A flight simulation video game refers to the simulation of various aspects of flight or the flight environment for purposes other than flight training or aircraft development. A significant community of simulation enthusiasts is supported by several commercial software packages, as well as commercial and homebuilt hardware. Open-source software that is used by the aerospace industry like FlightGear, whose flight dynamics engine (JSBSim) is used in a 2015 NASA benchmark to judge new simulation code to space industry standards, is also available for private use. A popular type of flight simulators video games are combat flight simulators, which simulate combat air operations from the pilot and crew's point of view. Combat flight simulation titles are more numerous than civilian flight simulators due to variety of subject matter available and market demand.

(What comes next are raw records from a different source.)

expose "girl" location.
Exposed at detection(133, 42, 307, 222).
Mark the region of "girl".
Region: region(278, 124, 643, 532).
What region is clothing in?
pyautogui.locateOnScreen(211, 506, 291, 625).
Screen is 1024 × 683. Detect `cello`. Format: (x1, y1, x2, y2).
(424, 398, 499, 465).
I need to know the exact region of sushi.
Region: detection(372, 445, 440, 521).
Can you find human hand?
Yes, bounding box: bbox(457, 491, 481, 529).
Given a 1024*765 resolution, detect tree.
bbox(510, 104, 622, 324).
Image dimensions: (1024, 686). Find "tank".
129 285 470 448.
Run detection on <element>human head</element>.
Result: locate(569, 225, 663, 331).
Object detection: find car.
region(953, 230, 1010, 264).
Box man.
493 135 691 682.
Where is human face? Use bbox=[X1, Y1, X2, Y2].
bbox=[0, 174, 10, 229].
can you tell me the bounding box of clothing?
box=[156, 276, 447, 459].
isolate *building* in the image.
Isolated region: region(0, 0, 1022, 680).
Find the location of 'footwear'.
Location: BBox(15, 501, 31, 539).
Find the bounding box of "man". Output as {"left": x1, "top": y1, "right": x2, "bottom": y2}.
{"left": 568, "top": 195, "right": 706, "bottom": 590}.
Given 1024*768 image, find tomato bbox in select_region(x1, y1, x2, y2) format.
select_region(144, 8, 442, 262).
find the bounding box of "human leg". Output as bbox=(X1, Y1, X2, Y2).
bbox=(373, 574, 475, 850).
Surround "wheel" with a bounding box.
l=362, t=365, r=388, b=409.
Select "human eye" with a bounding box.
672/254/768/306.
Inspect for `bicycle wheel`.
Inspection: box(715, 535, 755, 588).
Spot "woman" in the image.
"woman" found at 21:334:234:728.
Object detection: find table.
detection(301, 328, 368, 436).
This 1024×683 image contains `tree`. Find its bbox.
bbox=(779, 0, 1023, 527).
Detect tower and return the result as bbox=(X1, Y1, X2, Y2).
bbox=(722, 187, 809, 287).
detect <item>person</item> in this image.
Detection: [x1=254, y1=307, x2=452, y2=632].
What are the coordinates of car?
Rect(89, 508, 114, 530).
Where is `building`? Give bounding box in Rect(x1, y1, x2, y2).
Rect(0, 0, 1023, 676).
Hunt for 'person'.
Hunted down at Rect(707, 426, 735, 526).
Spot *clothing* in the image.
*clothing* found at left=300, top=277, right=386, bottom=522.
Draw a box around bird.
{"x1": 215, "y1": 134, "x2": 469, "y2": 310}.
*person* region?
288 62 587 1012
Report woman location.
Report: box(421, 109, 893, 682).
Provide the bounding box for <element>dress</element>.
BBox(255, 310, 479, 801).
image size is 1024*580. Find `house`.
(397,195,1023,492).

SpaceEngine is an interactive 3D planetarium and astronomy software developed by Russian astronomer and programmer Vladimir Romanyuk. It creates a 1:1 scale three-dimensional planetarium representing the entire observable universe from a combination of real astronomical data and scientifically accurate procedural generation algorithms. Users can travel through space in any direction or speed, and forwards or backwards in time. SpaceEngine is in beta status and up to version 0.9.8.0E, released in August 2017, it was available as a freeware download for Microsoft Windows. Version 0.990 beta was the first paid edition, released in June 2019 on Steam. The program has full support for VR headsets.
The spacecraft bus is a carbon fibre box that houses systems of the telescope and so is the primary support element of the James Webb Space Telescope, launched on 25 December 2021. It hosts a multitude of computing, communication, propulsion, and structural components. The other three elements of the JWST are the Optical Telescope Element (OTE), the Integrated Science Instrument Module (ISIM) and the sunshield. Region 3 of ISIM is also inside the spacecraft bus. Region 3 includes the ISIM Command and Data Handling subsystem and the Mid-Infrared Instrument (MIRI) cryocooler.